James Gurley



The 73 Octaves of Nature



You lie in the center of the MRI machine,
listen to the ceaseless, metallic
banging course through your blood.
You must remain still as a technician
charts the magnetic current,
the resonant spectrum now haloed
in black and white on the monitor.
The resonance flares through your skin,
in your veins so passionately entered.
The harmonics of shifting electrons
reflects the tenacity of bone and muscle.

Your flesh is sketched out
in all its tones and timbres.
The low electric vibrations map
the misshapen pituitary, the tumor's
evidence your doctor will later
call benign, some aberrant growth
on your skull's perfect architecture.

These humming and chording pulses
absorb the energy buried deep
inside you, the mystery itself--
how these radio waves, nature's
73 octaves are almost imperceptible.
We never hear them. Or feel
their touch upon us, like a memory
or an instinct to survive.

Eyes closed, you see the hard stone
in your skull begin to flower,
this corruption from within
slowly revealed in the oddly shaded
areas on the screen. As fear.
As notes that oscillate between protons
and emit these signals,
the roar in your ears carried
through the coils and instruments,
where your other self grows more vivid
in its thicket of frequencies,
its music spreading over
the landscape of your body.


Copyright 1996, James Gurley


James Gurley is an editor for Salmon Bay Review. "The 73 Octaves of Nature" is part
of a manuscript, Temple of Science, for which he received a 1993 GAP grant from the
Washington Artist Trust and a 1994 research and development grant from the Seattle
Arts Commission. "The 73 Octaves of Nature" also appears in his recent chapbook
Transformations (Reference West, Victoria, B.C., 1995). His poetry has appeared in
Poetry Northwest, Quarterly West, and Prism International.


### Try it
Print out all of the data below, keeping it identical to the original.

### Collected data entries

********

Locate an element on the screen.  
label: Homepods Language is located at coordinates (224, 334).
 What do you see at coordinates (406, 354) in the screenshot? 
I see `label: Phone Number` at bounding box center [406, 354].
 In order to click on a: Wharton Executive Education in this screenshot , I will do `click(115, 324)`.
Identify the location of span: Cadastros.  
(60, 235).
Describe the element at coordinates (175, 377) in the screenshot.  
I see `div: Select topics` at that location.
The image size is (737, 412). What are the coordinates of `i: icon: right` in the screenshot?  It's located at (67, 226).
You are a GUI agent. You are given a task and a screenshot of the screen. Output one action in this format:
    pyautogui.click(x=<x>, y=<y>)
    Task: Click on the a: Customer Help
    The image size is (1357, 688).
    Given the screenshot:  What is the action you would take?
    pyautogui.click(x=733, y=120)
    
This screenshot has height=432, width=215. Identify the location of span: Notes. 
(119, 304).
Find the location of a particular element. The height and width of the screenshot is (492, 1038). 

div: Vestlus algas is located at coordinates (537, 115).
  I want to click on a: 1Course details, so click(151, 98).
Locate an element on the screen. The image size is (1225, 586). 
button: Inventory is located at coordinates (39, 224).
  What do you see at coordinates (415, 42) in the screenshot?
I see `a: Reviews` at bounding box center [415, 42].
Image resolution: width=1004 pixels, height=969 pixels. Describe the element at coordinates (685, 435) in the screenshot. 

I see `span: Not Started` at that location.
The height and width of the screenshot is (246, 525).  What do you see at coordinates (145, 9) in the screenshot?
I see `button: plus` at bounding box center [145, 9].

********

### Result of the exercise
Locate an element on the screen.  
label: Homepods Language is located at coordinates (224, 334).
 What do you see at coordinates (406, 354) in the screenshot? 
I see `label: Phone Number` at bounding box center [406, 354].
 In order to click on a: Wharton Executive Education in this screenshot , I will do `click(115, 324)`.
Identify the location of span: Cadastros.  
(60, 235).
Describe the element at coordinates (175, 377) in the screenshot.  
I see `div: Select topics` at that location.
The image size is (737, 412). What are the coordinates of `i: icon: right` in the screenshot?  It's located at (67, 226).
You are a GUI agent. You are given a task and a screenshot of the screen. Output one action in this format:
    pyautogui.click(x=<x>, y=<y>)
    Task: Click on the a: Customer Help
    The image size is (1357, 688).
    Given the screenshot:  What is the action you would take?
    pyautogui.click(x=733, y=120)
    
This screenshot has height=432, width=215. Identify the location of span: Notes. 
(119, 304).
Find the location of a particular element. The height and width of the screenshot is (492, 1038). 

div: Vestlus algas is located at coordinates (537, 115).
  I want to click on a: 1Course details, so click(151, 98).
Locate an element on the screen. The image size is (1225, 586). 
button: Inventory is located at coordinates (39, 224).
  What do you see at coordinates (415, 42) in the screenshot?
I see `a: Reviews` at bounding box center [415, 42].
Image resolution: width=1004 pixels, height=969 pixels. Describe the element at coordinates (685, 435) in the screenshot. 

I see `span: Not Started` at that location.
The height and width of the screenshot is (246, 525).  What do you see at coordinates (145, 9) in the screenshot?
I see `button: plus` at bounding box center [145, 9].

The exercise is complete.